The Conservatives will continue in government after yesterday’s federal election, but the election produced a radically changed Parliament and political climate. The Conservatives gained a majority after two unstable minority governments, while the left-wing New Democratic Party reduced the opposition Liberal Party to third-party status and almost eliminated the separatist Bloc Quebecois.
Nationally, the Conservatives only gained a swing of 1.9% nationwide, but there was a much larger shift amongst left-leaning voters. The Liberal Party’s vote dropped from 26.3% to 18.9%, while the NDP vote jumped from 18.2% to 30.7%. The Bloc Quebecois vote dropped from 10% to 6.1% nationally. The Green Party’s vote dropped from 6.8% to 3.9%.
The Conservatives won their long-sought majority, going from 143 to 167 seats. The Liberal Party’s seats collapsed from 77 to 34, with the NDP going from 37 to 102. The Bloc Quebecois, who have dominated Quebec’s seats in Ottawa since 1993, were almost wiped off the map, falling from 49 seats to 4. The Green Party’s leader Elizabeth May won the party’s first seat in the British Columbia riding of Saanich—Gulf Islands. This follows the success of Green parties in winning the first seats in national single-member parliamentary chambers in the United Kingdom and Australia over the last year.
There were few changes in the Western provinces. The numbers remained the same in Saskatchewan and Alberta, each of which elected an almost entirely Conservative delegation, with the exception of a single Liberal in Saskatchewan and a single NDP member in Alberta. The Conservatives won two of the NDP’s four seats in Manitoba. In British Columbia the Conservatives lost one of their seats to the Green Party while the NDP won three of the Liberal Party’s five seats.

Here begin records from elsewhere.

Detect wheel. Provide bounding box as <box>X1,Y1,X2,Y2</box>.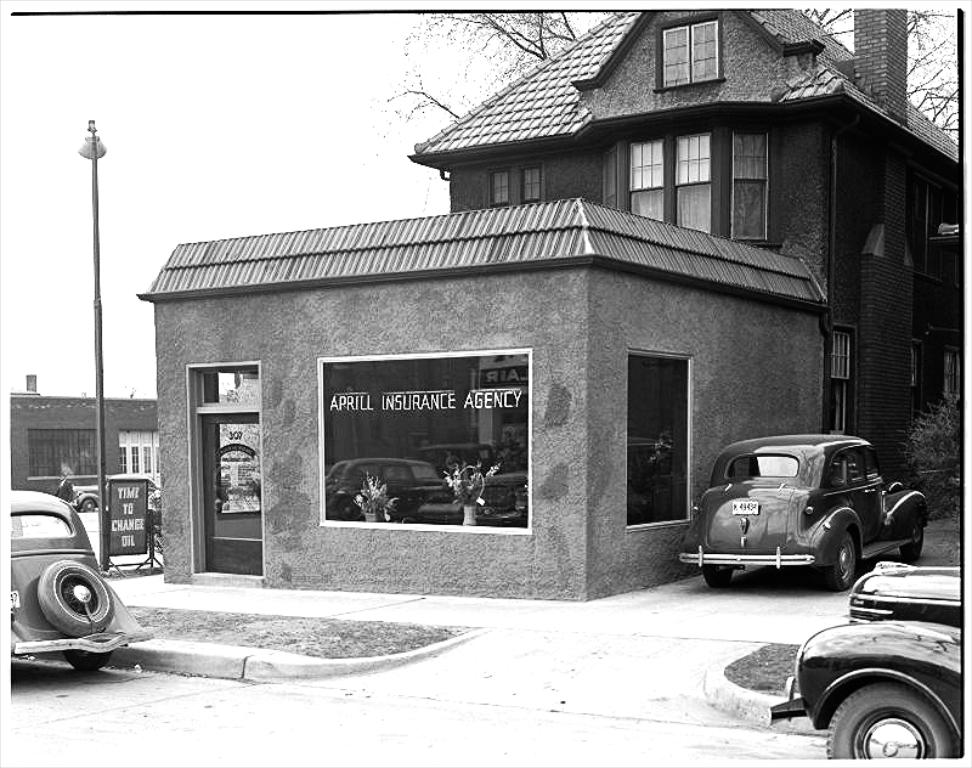
<box>903,509,921,561</box>.
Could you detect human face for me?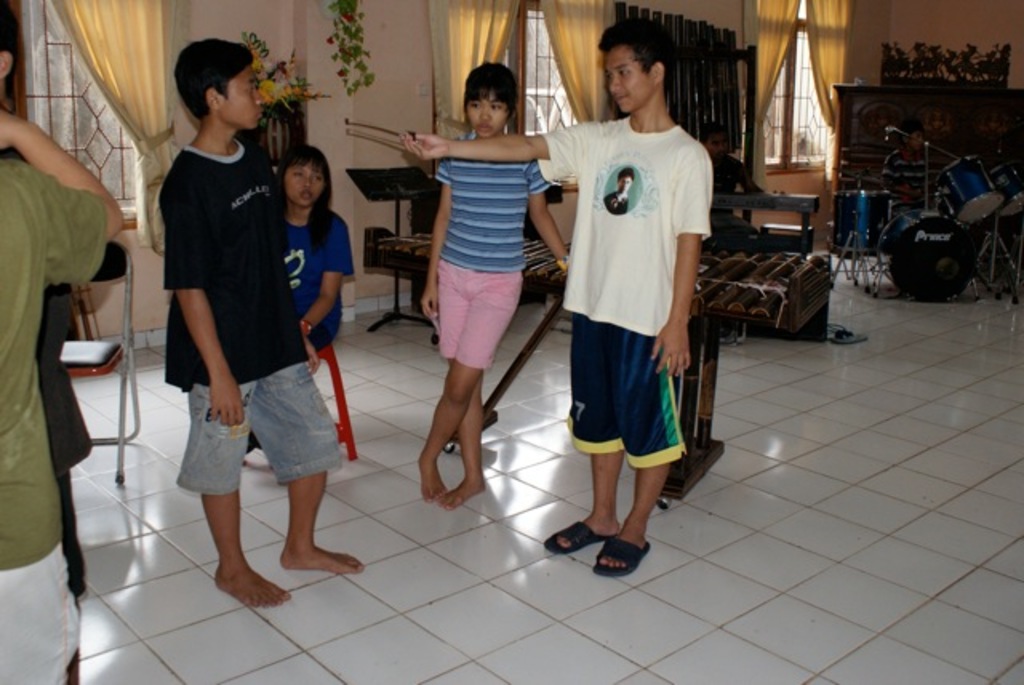
Detection result: detection(605, 45, 662, 107).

In the Maritime Provinces, the NDP gained two seats off the Liberal Party and the Conservatives gained three. The main changes took place in the largest provinces of Quebec and Ontario. The Conservatives also won Yukon off the Liberal Party.
Ontario, Canada’s largest province, was dominated by the Liberal Party as recently as 2004, when the party held most seats in Toronto and Northern Ontario, and a majority in regional parts of Ontario. Over the last two elections the Conservatives and the NDP have made inroads, with the NDP dominating Northern Ontario and the Conservatives taking most seats in Central and Southern Ontario, but the Liberal Party held on to most of Toronto.

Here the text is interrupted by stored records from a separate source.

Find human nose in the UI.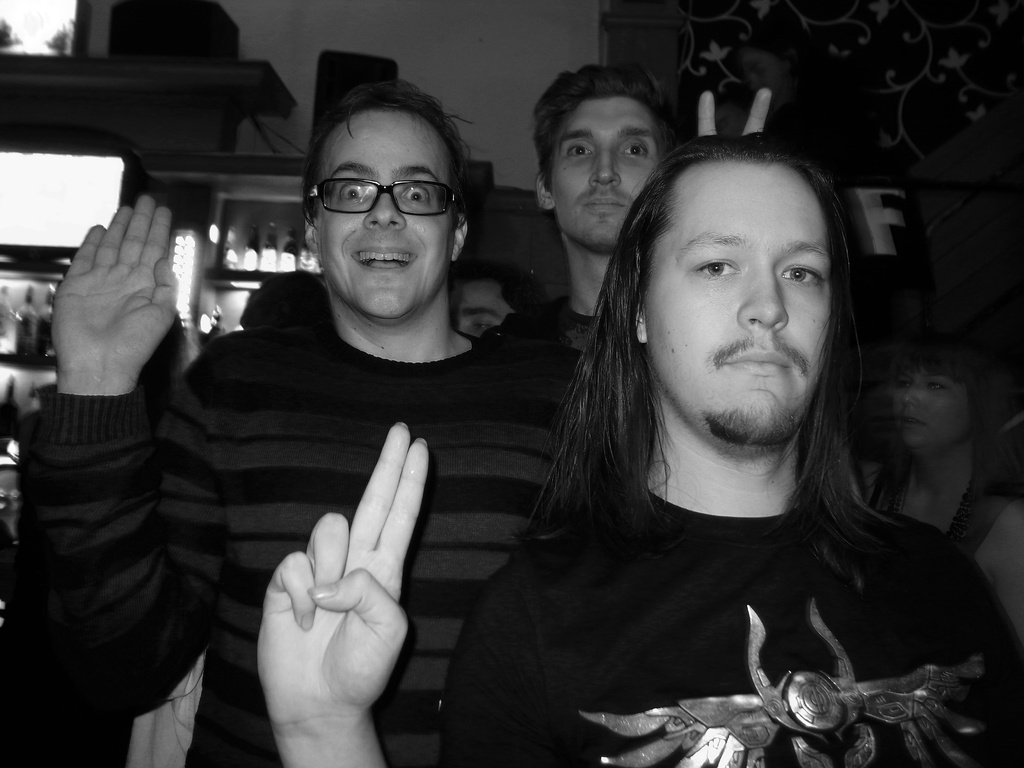
UI element at box(589, 145, 620, 186).
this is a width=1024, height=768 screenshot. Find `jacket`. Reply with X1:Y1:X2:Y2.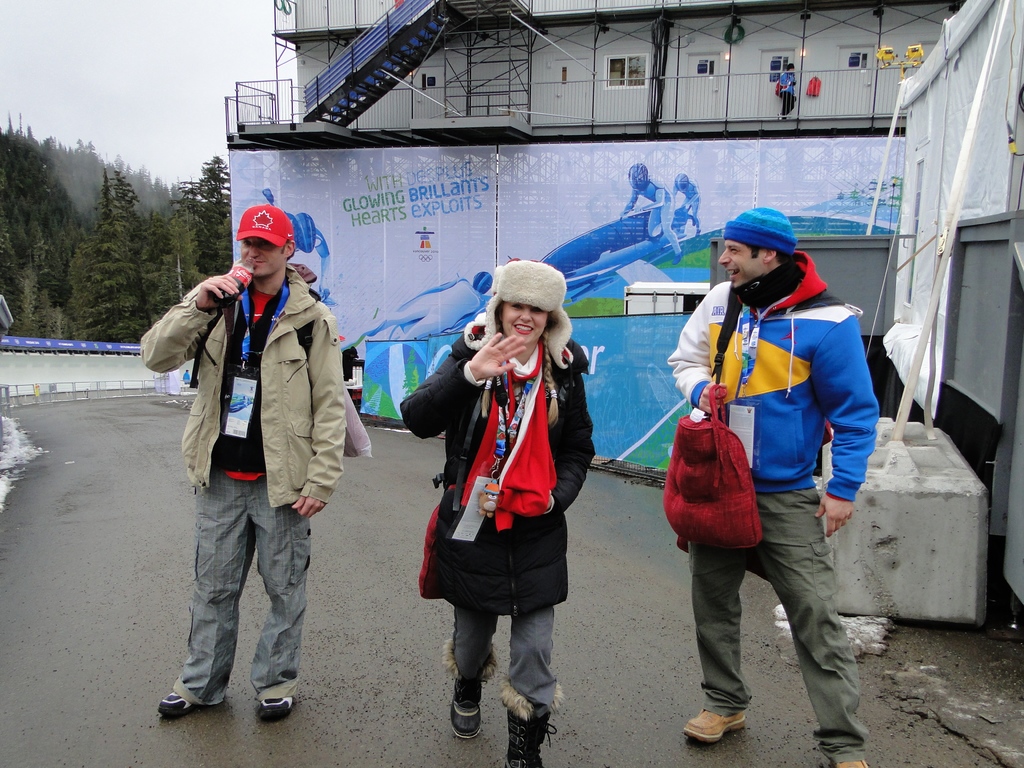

In 2011, the Liberal Party lost 26 of their 32 seats in Toronto, losing seats to the NDP, but losing many more to the Conservatives. The NDP had only held two seats in Toronto before this election, those held by NDP leader Jack Layton and his wife Olivia Chow. Six more NDP MPs were elected yesterday, along with an extra twenty Conservatives. Those twenty Conservatives gave the party the majority government it had long strived to win. The party didn’t make anywhere near enough progress outside Toronto to form a majority, and indeed went backwards in Quebec and British Columbia.

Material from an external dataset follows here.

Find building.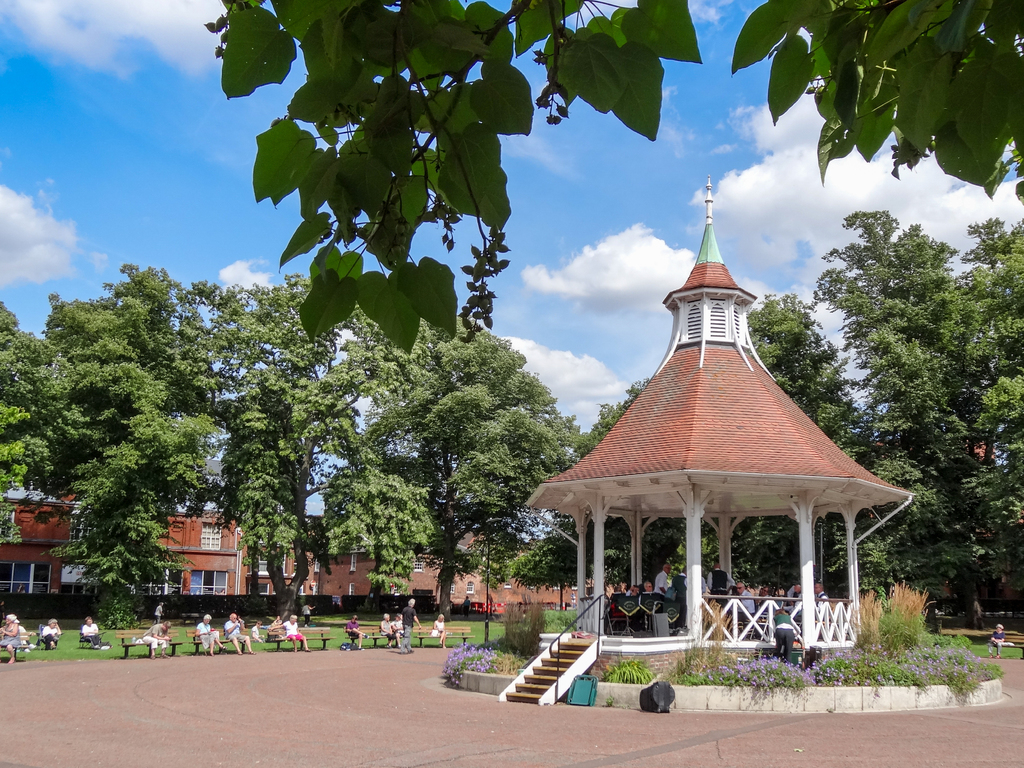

In Quebec, the result was much more dramatic. The Bloc Quebecois had dominated Quebec federal politics since 1993. At every election in that period they won between 38 and 54 seats out of a total of 75 in Quebec. They won 49 seats in 2008. This time around, the party was wiped out, with only four surviving. Bloc leader Gilles Duceppe lost his own seat, along with most of his caucus. Most of those seats went to the New Democratic Party, who have traditionally been locked out of Quebec.
The NDP won their first seat in Quebec at a 2007 by-election, and retained that one seat in 2008. This time they won 58 seats, including many they couldn’t have imagined they could win. A majority of the NDP’s new caucus comes from Quebec. The Liberal Party’s seats halved from 14 to 7, while the Conservatives went backwards from 10 to 6. The NDP dominated every region, winning most seats in the sparsely-populated north and northwest of the province. The party also won all seats in Quebec City and a large majority in Montreal. While the NDP did well in other regions, they would have been even with the Liberal Party on seats if it weren’t for the huge changes in Quebec.
So how did the Conservatives manage to achieve their majority? There are two key explanations. The first centres on Toronto, where the Conservatives gained twenty seats. In the rest of the country the party lost five seats and gained nine. Without the Toronto gains we would have faced a third Conservative minority government. The Liberal Party lost 26 seats in the region, a majority of their 43 losses across the country.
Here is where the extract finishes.